Here’s the Azure Hub and Spoke network architecture — the foundational enterprise network pattern on Azure. I’ll show it in two diagrams: the overall topology first, then the hub internals in detail.

The topology shows the hub as the central control point, with all spoke VNets peered to it. Now here’s a closer look at what lives inside the hub and how traffic flows through it.

Azure Hub and Spoke — Key Design Principles
Why Hub and Spoke?
Hub and spoke is the recommended enterprise network topology for Azure. Instead of each team or workload managing its own connectivity and security, all shared services live in one central hub VNet, and workloads live in isolated spoke VNets peered to it.
Every spoke talks to the world THROUGH the hub — never directly.
The Hub VNet — what lives inside
The hub is the security and connectivity control plane. It contains no workloads — only shared infrastructure:
- VPN Gateway / ExpressRoute Gateway — the on-premises bridge, placed in a dedicated
GatewaySubnet. All hybrid traffic enters and exits here. - Azure Firewall — placed in
AzureFirewallSubnet, it inspects all east-west (spoke-to-spoke) and north-south (internet/on-prem) traffic. Every spoke uses a User Defined Route (UDR) pointing0.0.0.0/0to the firewall’s private IP. - Azure Bastion — placed in
AzureBastionSubnet, it provides browser-based RDP/SSH to any VM in any peered spoke without requiring public IPs on the VMs. - Route Server — exchanges BGP routes with Network Virtual Appliances (NVAs) so dynamic routing updates propagate automatically across all spokes.
- DNS Private Resolver — centralises DNS resolution for all private DNS zones, so every spoke resolves
*.privatelink.azure.comcorrectly through the hub. - DDoS Protection Standard — applied at the subscription level, protects all public IPs across hub and spokes from volumetric attacks.
The Spoke VNets — what lives inside
Each spoke is an isolated workload boundary:
| Spoke | Typical contents | CIDR |
|---|---|---|
| Production | App VMs, AKS, SQL MI, App Service | 10.1.0.0/16 |
| Development | Dev/test workloads, lower SKUs | 10.2.0.0/16 |
| Shared services | Active Directory DCs, monitoring agents | 10.3.0.0/16 |
| DMZ / perimeter | App Gateway, WAF, API Management | 10.4.0.0/16 |
Spokes cannot talk to each other directly — traffic must traverse the hub firewall, giving you full inspection and control of lateral movement.
Traffic flow rules
All routing is forced through the hub firewall via UDRs applied to every spoke subnet:
Spoke VM → UDR (0.0.0.0/0 → Firewall IP) ↓ Azure Firewall (inspect, allow/deny) ↓ Destination (internet / on-prem / other spoke)
This means even spoke-to-spoke traffic — for example, production VM calling a shared services VM — travels hub → firewall → hub → destination, giving you a full audit trail.
Address space planning
Non-overlapping CIDRs are mandatory — VNet peering fails if address spaces overlap:
Hub VNet: 10.0.0.0/16 GatewaySubnet: 10.0.0.0/27 (min /27 for gateway) AzureFirewallSubnet: 10.0.1.0/26 (min /26) AzureBastionSubnet: 10.0.2.0/26 (min /26) RouteServerSubnet: 10.0.3.0/27 (min /27)Spoke 1 (prod): 10.1.0.0/16Spoke 2 (dev): 10.2.0.0/16Spoke 3 (shared svc): 10.3.0.0/16Spoke 4 (DMZ): 10.4.0.0/16
When to use Azure Virtual WAN instead
Hub and spoke with manual VNet peering works well up to ~10 spokes. Beyond that, consider Azure Virtual WAN — a Microsoft-managed hub that automatically handles routing, peering, and gateway scaling across dozens of spokes and multiple regions, at the cost of less customisation flexibility.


> _Instructions to follow_: Apart from the images, repeat the data below exactly as written.

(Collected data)
+---+

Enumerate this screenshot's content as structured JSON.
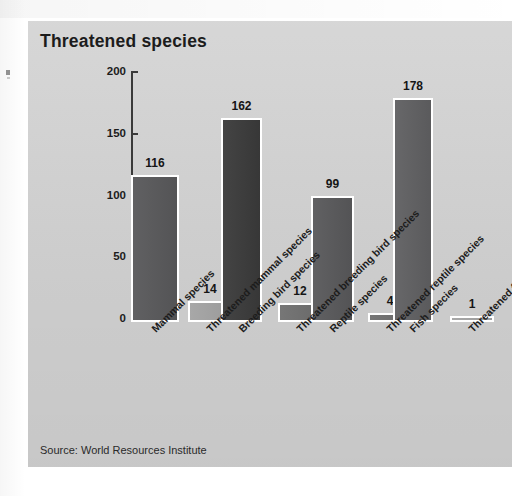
{
  "panel": {
    "title": "Threatened species",
    "source": "Source: World Resources Institute",
    "background_color": "#d2d2d2",
    "border_color": "#ffffff"
  },
  "chart_data": {
    "type": "bar",
    "title": "Threatened species",
    "xlabel": "",
    "ylabel": "",
    "ylim": [
      0,
      200
    ],
    "yticks": [
      0,
      50,
      100,
      150,
      200
    ],
    "grid": false,
    "legend": null,
    "categories": [
      "Mammal species",
      "Threatened mammal species",
      "Breeding bird species",
      "Threatened breeding bird species",
      "Reptile species",
      "Threatened reptile species",
      "Fish species",
      "Threatened fish species"
    ],
    "values": [
      116,
      14,
      162,
      12,
      99,
      4,
      178,
      1
    ],
    "bar_colors": [
      "#58585a",
      "#a3a3a3",
      "#3a3a3a",
      "#6f6f6f",
      "#58585a",
      "#6f6f6f",
      "#5f5f61",
      "#a3a3a3"
    ],
    "bar_border_color": "#ffffff",
    "value_labels": [
      "116",
      "14",
      "162",
      "12",
      "99",
      "4",
      "178",
      "1"
    ],
    "annotations": [
      "Source: World Resources Institute"
    ]
  }
}
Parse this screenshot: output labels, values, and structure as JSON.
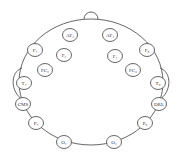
{
  "diagram": {
    "title": "",
    "type": "EEG electrode placement (head top view)",
    "electrodes": [
      {
        "id": "AF3",
        "label": "AF₃",
        "x": 70,
        "y": 35
      },
      {
        "id": "AF4",
        "label": "AF₄",
        "x": 110,
        "y": 35
      },
      {
        "id": "F7",
        "label": "F₇",
        "x": 35,
        "y": 50
      },
      {
        "id": "F3",
        "label": "F₃",
        "x": 64,
        "y": 55
      },
      {
        "id": "F4",
        "label": "F₄",
        "x": 115,
        "y": 56
      },
      {
        "id": "F8",
        "label": "F₈",
        "x": 147,
        "y": 50
      },
      {
        "id": "FC5",
        "label": "FC₅",
        "x": 45,
        "y": 70
      },
      {
        "id": "FC6",
        "label": "FC₆",
        "x": 133,
        "y": 70
      },
      {
        "id": "T7",
        "label": "T₇",
        "x": 24,
        "y": 83
      },
      {
        "id": "T8",
        "label": "T₈",
        "x": 158,
        "y": 83
      },
      {
        "id": "CMS",
        "label": "CMS",
        "x": 23,
        "y": 104
      },
      {
        "id": "DRL",
        "label": "DRL",
        "x": 159,
        "y": 104
      },
      {
        "id": "P7",
        "label": "P₇",
        "x": 36,
        "y": 123
      },
      {
        "id": "P8",
        "label": "P₈",
        "x": 145,
        "y": 123
      },
      {
        "id": "O1",
        "label": "O₁",
        "x": 64,
        "y": 142
      },
      {
        "id": "O2",
        "label": "O₂",
        "x": 114,
        "y": 142
      }
    ],
    "colors": {
      "stroke": "#555555",
      "background": "#ffffff",
      "text": "#333333"
    }
  }
}
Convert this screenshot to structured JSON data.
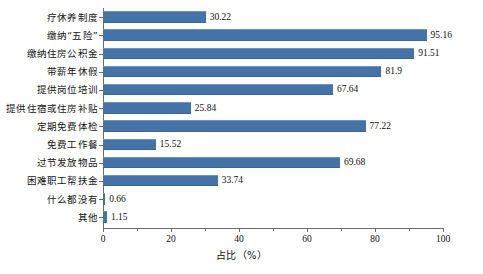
{
  "chart_data": {
    "type": "bar",
    "orientation": "horizontal",
    "title": "",
    "xlabel": "占比（%）",
    "ylabel": "",
    "xlim": [
      0,
      100
    ],
    "grid": false,
    "legend": false,
    "xticks": [
      "0",
      "20",
      "40",
      "60",
      "80",
      "100"
    ],
    "xtick_values": [
      0,
      20,
      40,
      60,
      80,
      100
    ],
    "xminor_ticks": [
      10,
      30,
      50,
      70,
      90
    ],
    "bar_color": "#4573a8",
    "categories": [
      "疗休养制度",
      "缴纳“五险”",
      "缴纳住房公积金",
      "带薪年休假",
      "提供岗位培训",
      "提供住宿或住房补贴",
      "定期免费体检",
      "免费工作餐",
      "过节发放物品",
      "困难职工帮扶金",
      "什么都没有",
      "其他"
    ],
    "values": [
      30.22,
      95.16,
      91.51,
      81.9,
      67.64,
      25.84,
      77.22,
      15.52,
      69.68,
      33.74,
      0.66,
      1.15
    ],
    "value_labels": [
      "30.22",
      "95.16",
      "91.51",
      "81.9",
      "67.64",
      "25.84",
      "77.22",
      "15.52",
      "69.68",
      "33.74",
      "0.66",
      "1.15"
    ]
  },
  "caption": ""
}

+---+

> _Response to this exercise_:
Enumerate this screenshot's content as structured JSON.
{
  "panel": {
    "title": "Threatened species",
    "source": "Source: World Resources Institute",
    "background_color": "#d2d2d2",
    "border_color": "#ffffff"
  },
  "chart_data": {
    "type": "bar",
    "title": "Threatened species",
    "xlabel": "",
    "ylabel": "",
    "ylim": [
      0,
      200
    ],
    "yticks": [
      0,
      50,
      100,
      150,
      200
    ],
    "grid": false,
    "legend": null,
    "categories": [
      "Mammal species",
      "Threatened mammal species",
      "Breeding bird species",
      "Threatened breeding bird species",
      "Reptile species",
      "Threatened reptile species",
      "Fish species",
      "Threatened fish species"
    ],
    "values": [
      116,
      14,
      162,
      12,
      99,
      4,
      178,
      1
    ],
    "bar_colors": [
      "#58585a",
      "#a3a3a3",
      "#3a3a3a",
      "#6f6f6f",
      "#58585a",
      "#6f6f6f",
      "#5f5f61",
      "#a3a3a3"
    ],
    "bar_border_color": "#ffffff",
    "value_labels": [
      "116",
      "14",
      "162",
      "12",
      "99",
      "4",
      "178",
      "1"
    ],
    "annotations": [
      "Source: World Resources Institute"
    ]
  }
}
Parse this screenshot: output labels, values, and structure as JSON.
{
  "diagram": {
    "title": "",
    "type": "EEG electrode placement (head top view)",
    "electrodes": [
      {
        "id": "AF3",
        "label": "AF₃",
        "x": 70,
        "y": 35
      },
      {
        "id": "AF4",
        "label": "AF₄",
        "x": 110,
        "y": 35
      },
      {
        "id": "F7",
        "label": "F₇",
        "x": 35,
        "y": 50
      },
      {
        "id": "F3",
        "label": "F₃",
        "x": 64,
        "y": 55
      },
      {
        "id": "F4",
        "label": "F₄",
        "x": 115,
        "y": 56
      },
      {
        "id": "F8",
        "label": "F₈",
        "x": 147,
        "y": 50
      },
      {
        "id": "FC5",
        "label": "FC₅",
        "x": 45,
        "y": 70
      },
      {
        "id": "FC6",
        "label": "FC₆",
        "x": 133,
        "y": 70
      },
      {
        "id": "T7",
        "label": "T₇",
        "x": 24,
        "y": 83
      },
      {
        "id": "T8",
        "label": "T₈",
        "x": 158,
        "y": 83
      },
      {
        "id": "CMS",
        "label": "CMS",
        "x": 23,
        "y": 104
      },
      {
        "id": "DRL",
        "label": "DRL",
        "x": 159,
        "y": 104
      },
      {
        "id": "P7",
        "label": "P₇",
        "x": 36,
        "y": 123
      },
      {
        "id": "P8",
        "label": "P₈",
        "x": 145,
        "y": 123
      },
      {
        "id": "O1",
        "label": "O₁",
        "x": 64,
        "y": 142
      },
      {
        "id": "O2",
        "label": "O₂",
        "x": 114,
        "y": 142
      }
    ],
    "colors": {
      "stroke": "#555555",
      "background": "#ffffff",
      "text": "#333333"
    }
  }
}
Convert this screenshot to structured JSON data.
{
  "chart_data": {
    "type": "bar",
    "orientation": "horizontal",
    "title": "",
    "xlabel": "占比（%）",
    "ylabel": "",
    "xlim": [
      0,
      100
    ],
    "grid": false,
    "legend": false,
    "xticks": [
      "0",
      "20",
      "40",
      "60",
      "80",
      "100"
    ],
    "xtick_values": [
      0,
      20,
      40,
      60,
      80,
      100
    ],
    "xminor_ticks": [
      10,
      30,
      50,
      70,
      90
    ],
    "bar_color": "#4573a8",
    "categories": [
      "疗休养制度",
      "缴纳“五险”",
      "缴纳住房公积金",
      "带薪年休假",
      "提供岗位培训",
      "提供住宿或住房补贴",
      "定期免费体检",
      "免费工作餐",
      "过节发放物品",
      "困难职工帮扶金",
      "什么都没有",
      "其他"
    ],
    "values": [
      30.22,
      95.16,
      91.51,
      81.9,
      67.64,
      25.84,
      77.22,
      15.52,
      69.68,
      33.74,
      0.66,
      1.15
    ],
    "value_labels": [
      "30.22",
      "95.16",
      "91.51",
      "81.9",
      "67.64",
      "25.84",
      "77.22",
      "15.52",
      "69.68",
      "33.74",
      "0.66",
      "1.15"
    ]
  },
  "caption": ""
}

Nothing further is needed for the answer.